As an English major, I was always under the impression that literary and popular fiction were genres that were fairly at odds with each other (and, coincidentally, you are supposed to like the former and scoff at the latter. My personal tastes tend to run the opposite way). It’s rare that a book can fit into both categories without the help of Oprah, but oh how I’ve found one.
Audrey Niffeneggar’s novel The Time Traveler’s Wife has gained a lot of popularity since it’s 2004 release, making a permanent home in women’s book clubs worldwide because of its earnest and heartbreaking love story. But it’s really so much more than it’s blurb would suggest; it’s also a painstakingly precise, exquisitely written book.
The story is told from the perspectives of Henry and Clare DeTamble, a married couple who have to deal with the complications that have arisen in their lives from Henry’s Chrono-displacement disorder, an ailment that forces Henry to travel through time against his will.

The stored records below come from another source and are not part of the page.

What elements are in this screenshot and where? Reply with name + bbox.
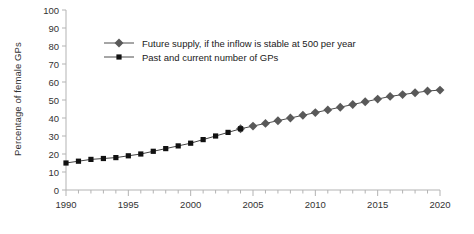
data-point-diamond xyxy=(323,105,332,114)
x-axis-tick-label: 2015 xyxy=(367,199,388,210)
y-axis-tick-label: 90 xyxy=(48,23,59,34)
data-point-square xyxy=(116,54,121,59)
data-point-square xyxy=(138,151,143,156)
data-point-diamond xyxy=(386,92,395,101)
plot-canvas: 0102030405060708090100 19901995200020052… xyxy=(0,0,474,234)
data-point-square xyxy=(188,141,193,146)
x-axis-tick-label: 1990 xyxy=(55,199,76,210)
data-point-diamond xyxy=(273,116,282,125)
data-point-square xyxy=(88,157,93,162)
y-axis-tick-label: 50 xyxy=(48,95,59,106)
legend-entry: Past and current number of GPs xyxy=(104,52,278,63)
y-axis-title: Percentage of female GPs xyxy=(6,4,28,194)
y-axis-tick-label: 100 xyxy=(43,5,59,16)
legend-entry: Future supply, if the inflow is stable a… xyxy=(104,38,356,49)
y-axis-tick-label: 80 xyxy=(48,41,59,52)
data-point-square xyxy=(176,143,181,148)
legend-label: Past and current number of GPs xyxy=(142,52,278,63)
x-axis-tick-label: 2020 xyxy=(429,199,450,210)
data-point-square xyxy=(126,153,131,158)
chart-legend: Future supply, if the inflow is stable a… xyxy=(104,38,356,63)
y-axis-tick-label: 0 xyxy=(54,185,59,196)
data-point-square xyxy=(213,133,218,138)
y-axis-tick-label: 70 xyxy=(48,59,59,70)
data-point-diamond xyxy=(361,97,370,106)
y-axis: 0102030405060708090100 xyxy=(43,5,66,196)
x-axis-tick-label: 2010 xyxy=(305,199,326,210)
data-series-group xyxy=(63,86,444,166)
data-point-square xyxy=(101,156,106,161)
data-point-diamond xyxy=(423,87,432,96)
legend-label: Future supply, if the inflow is stable a… xyxy=(142,38,356,49)
data-point-square xyxy=(113,155,118,160)
data-point-diamond xyxy=(336,103,345,112)
data-point-diamond xyxy=(311,108,320,117)
data-point-diamond xyxy=(436,86,445,95)
y-axis-title-wrapper: Percentage of female GPs xyxy=(6,4,28,194)
data-point-diamond xyxy=(398,90,407,99)
data-point-square xyxy=(225,130,230,135)
data-point-diamond xyxy=(261,119,270,128)
data-point-diamond xyxy=(411,88,420,97)
data-point-square xyxy=(151,149,156,154)
data-point-square xyxy=(163,146,168,151)
chart-figure: Percentage of female GPs 010203040506070… xyxy=(0,0,474,234)
data-point-square xyxy=(201,137,206,142)
data-point-diamond xyxy=(286,114,295,123)
y-axis-tick-label: 30 xyxy=(48,131,59,142)
x-axis: 1990199520002005201020152020 xyxy=(55,190,450,210)
data-series xyxy=(236,86,444,134)
data-point-diamond xyxy=(348,100,357,109)
x-axis-tick-label: 1995 xyxy=(118,199,139,210)
y-axis-tick-label: 10 xyxy=(48,167,59,178)
data-point-square xyxy=(238,126,243,131)
data-point-diamond xyxy=(249,122,258,131)
x-axis-tick-label: 2005 xyxy=(242,199,263,210)
data-point-square xyxy=(63,160,68,165)
y-axis-tick-label: 60 xyxy=(48,77,59,88)
x-axis-tick-label: 2000 xyxy=(180,199,201,210)
y-axis-tick-label: 40 xyxy=(48,113,59,124)
data-series xyxy=(63,126,243,165)
data-point-square xyxy=(76,159,81,164)
data-point-diamond xyxy=(298,111,307,120)
y-axis-tick-label: 20 xyxy=(48,149,59,160)
data-point-diamond xyxy=(373,95,382,104)
data-point-diamond xyxy=(115,39,124,48)
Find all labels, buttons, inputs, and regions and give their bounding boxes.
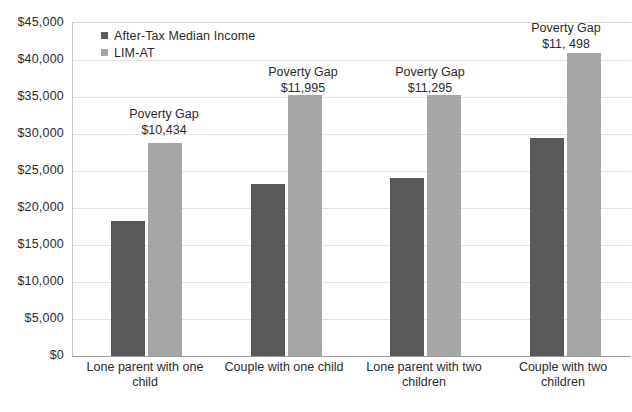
legend-swatch-icon xyxy=(101,49,108,56)
annotation-poverty-gap: Poverty Gap $10,434 xyxy=(129,106,198,138)
y-tick-label: $0 xyxy=(50,348,64,362)
x-axis-label: Lone parent with one child xyxy=(80,360,210,390)
annotation-title: Poverty Gap xyxy=(395,64,464,80)
y-tick-label: $30,000 xyxy=(17,126,64,140)
bar-chart: $45,000 $40,000 $35,000 $30,000 $25,000 … xyxy=(0,0,632,412)
annotation-poverty-gap: Poverty Gap $11, 498 xyxy=(531,20,600,52)
bar-lim-at xyxy=(148,143,182,356)
y-tick-label: $25,000 xyxy=(17,163,64,177)
annotation-poverty-gap: Poverty Gap $11,995 xyxy=(268,64,337,96)
y-tick-label: $15,000 xyxy=(17,237,64,251)
bar-after-tax-median-income xyxy=(251,184,285,356)
annotation-value: $10,434 xyxy=(129,122,198,138)
legend-item-lim-at: LIM-AT xyxy=(101,44,255,61)
bar-lim-at xyxy=(567,53,601,356)
bar-lim-at xyxy=(288,95,322,356)
legend-item-after-tax-median-income: After-Tax Median Income xyxy=(101,27,255,44)
bar-after-tax-median-income xyxy=(390,178,424,356)
bar-after-tax-median-income xyxy=(111,221,145,356)
annotation-title: Poverty Gap xyxy=(531,20,600,36)
y-tick-label: $35,000 xyxy=(17,89,64,103)
y-tick-label: $40,000 xyxy=(17,52,64,66)
legend-swatch-icon xyxy=(101,32,108,39)
bar-group xyxy=(73,23,213,356)
legend-label: LIM-AT xyxy=(114,46,155,60)
y-tick-label: $20,000 xyxy=(17,200,64,214)
annotation-title: Poverty Gap xyxy=(129,106,198,122)
legend-label: After-Tax Median Income xyxy=(114,29,255,43)
plot-area: After-Tax Median Income LIM-AT xyxy=(72,22,631,357)
y-tick-label: $5,000 xyxy=(25,311,64,325)
x-axis-label: Couple with one child xyxy=(224,360,344,375)
annotation-value: $11,295 xyxy=(395,80,464,96)
legend: After-Tax Median Income LIM-AT xyxy=(101,27,255,61)
y-tick-label: $10,000 xyxy=(17,274,64,288)
y-tick-label: $45,000 xyxy=(17,15,64,29)
x-axis-label: Couple with two children xyxy=(503,360,623,390)
annotation-title: Poverty Gap xyxy=(268,64,337,80)
y-axis: $45,000 $40,000 $35,000 $30,000 $25,000 … xyxy=(0,0,72,412)
bar-lim-at xyxy=(427,95,461,356)
bar-after-tax-median-income xyxy=(530,138,564,356)
x-axis-label: Lone parent with two children xyxy=(359,360,489,390)
annotation-value: $11,995 xyxy=(268,80,337,96)
annotation-value: $11, 498 xyxy=(531,36,600,52)
annotation-poverty-gap: Poverty Gap $11,295 xyxy=(395,64,464,96)
bar-group xyxy=(492,23,632,356)
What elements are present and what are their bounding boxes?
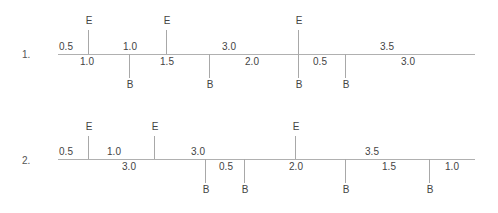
e-tick (88, 30, 89, 54)
b-tick (129, 54, 130, 78)
interval-above: 1.0 (123, 41, 137, 52)
b-marker: B (127, 79, 134, 90)
b-marker: B (207, 79, 214, 90)
interval-above: 1.0 (107, 146, 121, 157)
timeline-axis (58, 159, 475, 160)
b-tick (209, 54, 210, 78)
interval-above: 3.0 (222, 41, 236, 52)
b-marker: B (343, 79, 350, 90)
b-tick (244, 159, 245, 183)
interval-above: 3.5 (365, 146, 379, 157)
interval-above: 3.5 (380, 41, 394, 52)
interval-below: 0.5 (313, 56, 327, 67)
b-tick (345, 159, 346, 183)
row-label: 1. (22, 49, 30, 60)
e-marker: E (296, 15, 303, 26)
interval-below: 1.5 (160, 56, 174, 67)
b-tick (205, 159, 206, 183)
e-tick (298, 30, 299, 54)
timeline-axis (58, 54, 475, 55)
b-marker: B (427, 184, 434, 195)
e-marker: E (293, 121, 300, 132)
interval-above: 3.0 (191, 146, 205, 157)
b-marker: B (343, 184, 350, 195)
e-tick (88, 136, 89, 159)
interval-below: 1.0 (80, 56, 94, 67)
interval-below: 1.5 (382, 161, 396, 172)
b-marker: B (203, 184, 210, 195)
row-label: 2. (22, 155, 30, 166)
e-marker: E (164, 15, 171, 26)
e-marker: E (86, 121, 93, 132)
interval-above: 0.5 (59, 41, 73, 52)
b-marker: B (296, 79, 303, 90)
e-marker: E (152, 121, 159, 132)
e-tick (295, 136, 296, 159)
interval-above: 0.5 (59, 146, 73, 157)
b-tick (429, 159, 430, 183)
e-tick (166, 30, 167, 54)
interval-below: 1.0 (445, 161, 459, 172)
e-tick (154, 136, 155, 159)
interval-below: 3.0 (122, 161, 136, 172)
e-marker: E (86, 15, 93, 26)
interval-below: 2.0 (289, 161, 303, 172)
b-tick (298, 54, 299, 78)
interval-below: 2.0 (245, 56, 259, 67)
b-tick (345, 54, 346, 78)
interval-below: 3.0 (401, 56, 415, 67)
b-marker: B (242, 184, 249, 195)
interval-below: 0.5 (219, 161, 233, 172)
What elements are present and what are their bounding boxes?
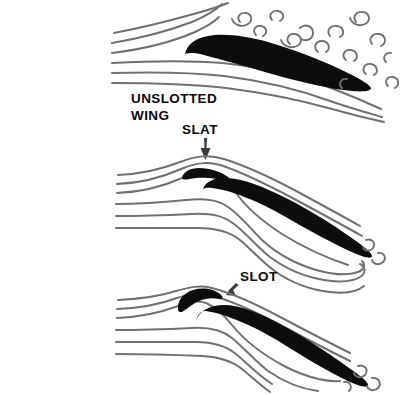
label-slat: SLAT [182, 122, 218, 137]
panel-slat: SLAT [116, 122, 385, 293]
trailing-curl [363, 240, 374, 251]
label-unslotted-wing-line1: UNSLOTTED [131, 91, 217, 106]
turbulence-curl [350, 12, 369, 25]
diagram-canvas: UNSLOTTED WING SLAT [0, 0, 413, 395]
streamline [116, 342, 272, 384]
turbulence-curl [232, 13, 251, 26]
turbulence-curl [386, 77, 398, 88]
turbulence-curl [364, 64, 377, 75]
panel-unslotted-wing: UNSLOTTED WING [112, 3, 398, 123]
turbulence-curl [270, 11, 283, 21]
turbulence-curl [370, 34, 385, 46]
trailing-curl [372, 253, 385, 264]
turbulence-curl [315, 41, 329, 52]
streamline-group-upper-panel3 [117, 287, 350, 382]
label-unslotted-wing-line2: WING [131, 108, 169, 123]
turbulence-curl [281, 34, 301, 47]
label-slot: SLOT [240, 269, 278, 284]
turbulence-curl [300, 26, 313, 41]
turbulence-curl [384, 53, 391, 62]
arrow-head [201, 148, 211, 160]
trailing-curl [344, 382, 351, 391]
turbulence-curl [328, 26, 343, 37]
turbulence-curl [344, 50, 357, 61]
trailing-curl [354, 366, 367, 378]
turbulence-curl [254, 26, 266, 36]
panel-slot: SLOT [116, 269, 380, 392]
streamline [116, 354, 270, 392]
streamline-group-upper-panel2 [117, 156, 362, 265]
airfoil-slat-slot-diagram: UNSLOTTED WING SLAT [0, 0, 413, 395]
trailing-curl [367, 378, 380, 390]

Time travel is usually one of my least favorite genres because it leaves me with too many questions after I’m done watching or reading. Why didn’t the terminator just kill Sarah Conner as a baby? Shouldn’t Marty McFly have known that he was going to succeed at getting his parents back together because if they hadn’t then he wouldn’t be alive to go back to the future in the first place (or even time travel in the first place because Marty essentially tells Doc he would later make the time machine work in Back the Future II?) Stuff like that. I realize that there is a certain amount of suspended belief that one has to assume in entertainment, but it’s still annoying. Read More »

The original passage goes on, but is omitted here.